I am grateful for this prompt to more clearly articulate the basis of the claimed homology, which is neither archetypal nor only genealogical. Clearly, much so-called Western political language and thought descends from ancient thinking about not just the oikos, but also the domus (Latin for ‘house’) – that is, domestication and depoliticization. As Markell writes, there are important continuities ‘in discourses about households, in ways of representing the nature of household life and making it meaningful whose transmission across time and space can be charted’ (Markell, 2016: 196, emphasis in original). As Vivienne Jabri also notes, ‘the governmental state … draw[s] upon a discursive and an institutional legacy that was manifest in various forms of household’; liberalism’s ‘imperative to “domesticate”’ derives ‘from understandings of household management’; there are actions ‘that render the household a category of practice’; and powerful actors use ‘the language of the domestic realm as a mode of legitimation’ (Jabri, 2016: 211). However, the ancient Greek oikos itself, of course, is not the progenitor of actual, really existing modern forms of household. To say that ‘armed social work’ is a form of oikonomia in the use of force is not to say that the oikos is an unrecognized ancestor of modern forms of social regulation, for there is no archetypal household. Rather, it is to retrieve a powerful framework to convey the historical persistence of governance based on the ministration of life processes. This is the homological bond connecting practices that are so historically variable: the human experience of biological necessity and stubborn, contingent, but never wholly successful attempts to domesticate people through the administration and control of life necessities.
This central basis of household governance is missing from Tarak Barkawi’s typically incisive reading, which allows me to clarify an important distinction not stated clearly enough in the book. Given the pervasiveness of modern liberalism and social theories, all of which are based on the premise of the destruction of large-scale forms of household governance, there was a need to uncover the earlier history of households and its continuing legacy in seemingly post-household (that is, social) thought.

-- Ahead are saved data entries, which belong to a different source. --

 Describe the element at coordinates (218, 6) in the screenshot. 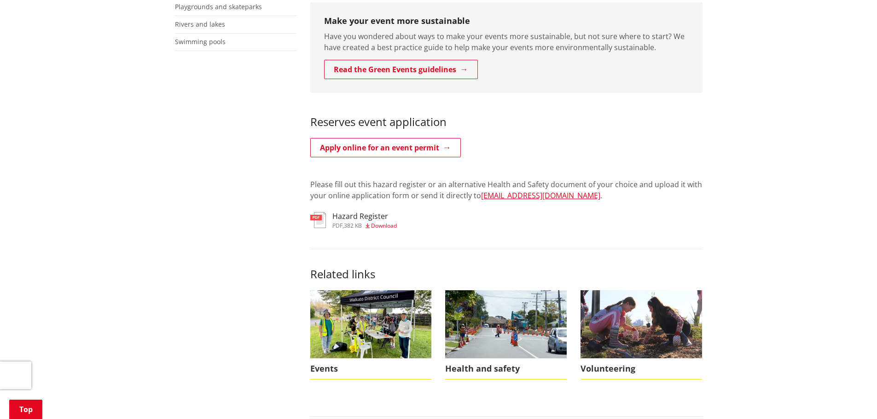

I see `a: Playgrounds and skateparks` at that location.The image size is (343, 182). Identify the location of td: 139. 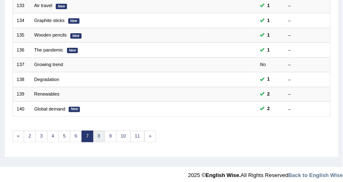
(21, 94). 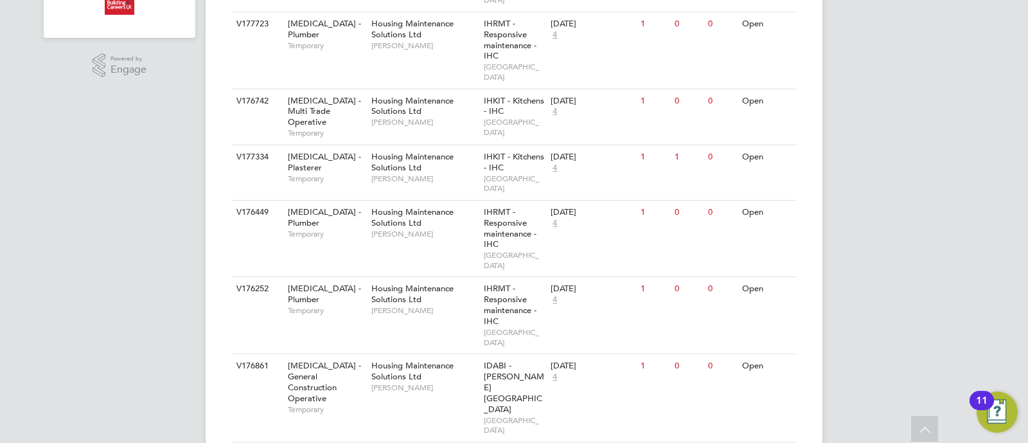 I want to click on div: V176252, so click(x=256, y=288). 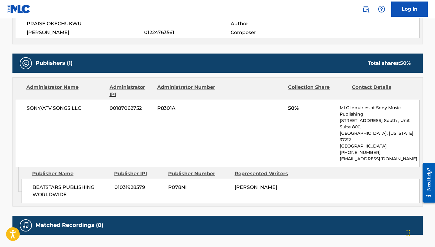 I want to click on div: Publisher IPI, so click(x=139, y=174). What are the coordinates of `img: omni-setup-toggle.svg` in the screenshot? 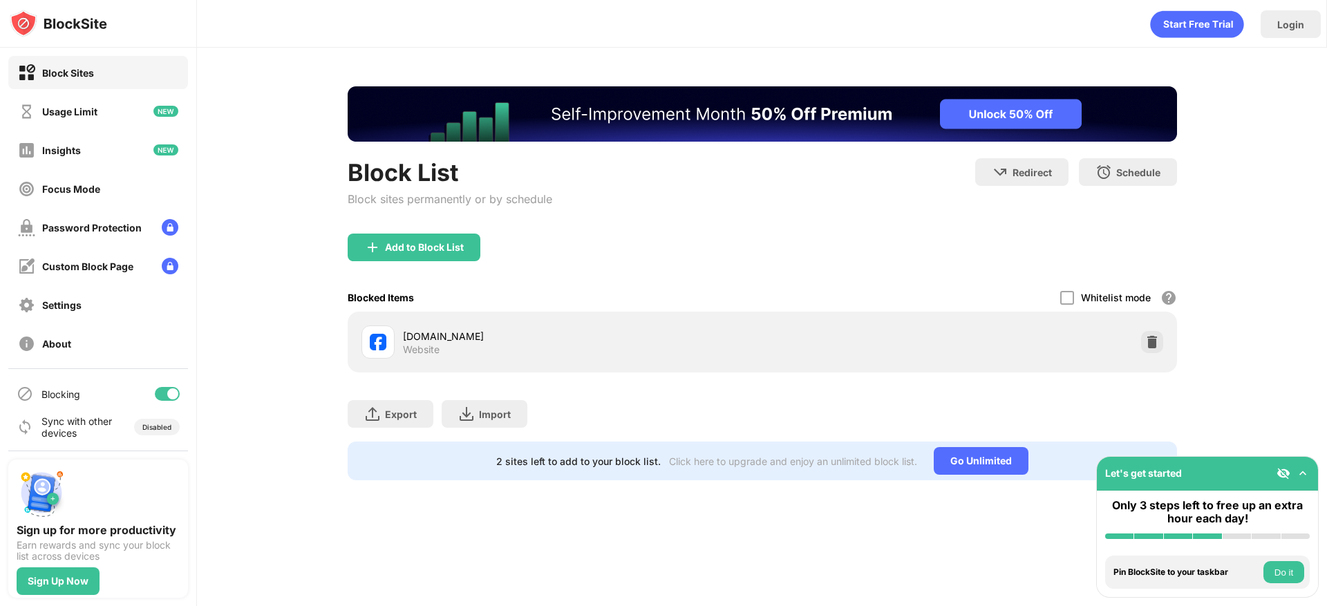 It's located at (1303, 473).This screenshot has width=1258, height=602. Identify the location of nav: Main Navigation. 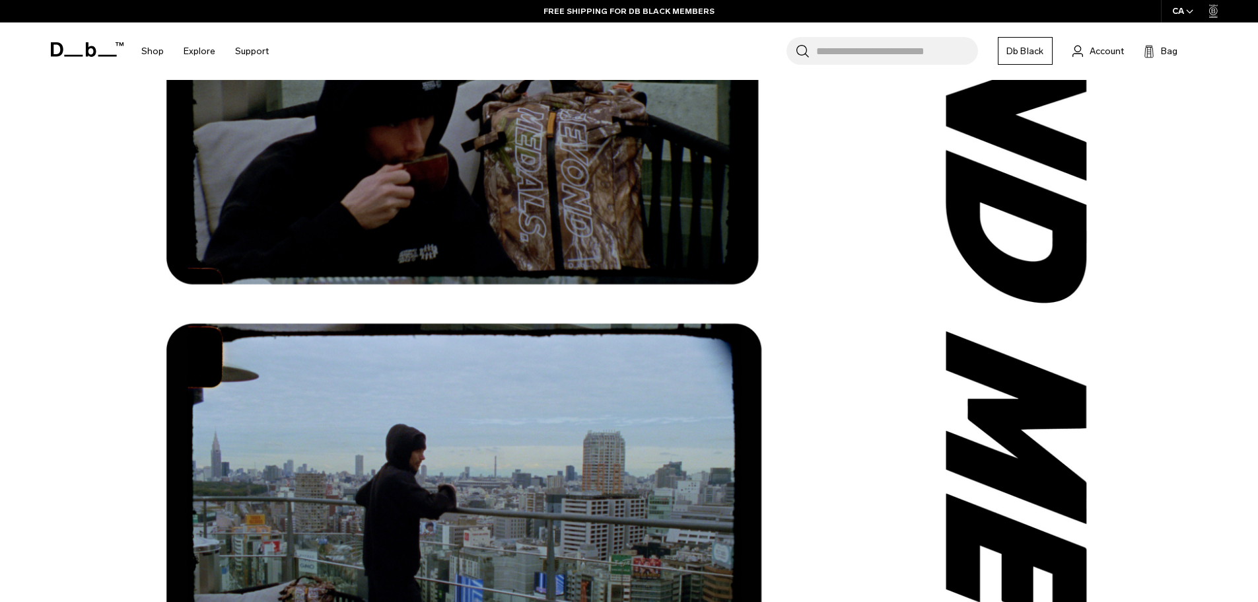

This accounts for the book’s extensive discussion of genealogies of household governance in the history of thought. Barkawi interprets this as the basis of the ontological claim that the modern social realm is a scaled-up and transformed household, thus reducing Economy of Force to analyses of ‘texts’ and discourse. This would indeed be a powerful criticism if the claim regarding the continuing reality of household governance rested on a genealogy of thought. But, instead, it rests on a demonstration of the persistence of the hierarchical administration of life processes in modern capitalist and imperial society through historical analysis of capitalism, imperialism, states and social policy. To be sure, as Markell (2016: 197) notes, while sociocratic government can be traced back to earlier household forms, this does not necessarily signify that the household form itself is continuous. This is where Markell sits, aligning this position with Hannah Arendt. 1 Anything more, he suggests, risks diminishing ‘the nature and extent of the transformations in household rule that are involved in the “rise of the social”’ (Markell, 2016: 197), the intermediary between capitalism and state power. However, there are good grounds for claiming that this is exactly what persists ontologically, not just genealogically: units of rule in which populations are domesticated through the administration of life necessities. For if there is no claim to an archetypal homology, then the dangers of underestimating the degree of transformations in household rule in modern society are diminished. The question is whether the historical account is convincing; whether I have successfully marked the distinctive traits of the modern social realm while also demonstrating the continuities with older household forms; whether I can show that modern capitalist, imperial society failed to liberate the management of life processes from household despotism.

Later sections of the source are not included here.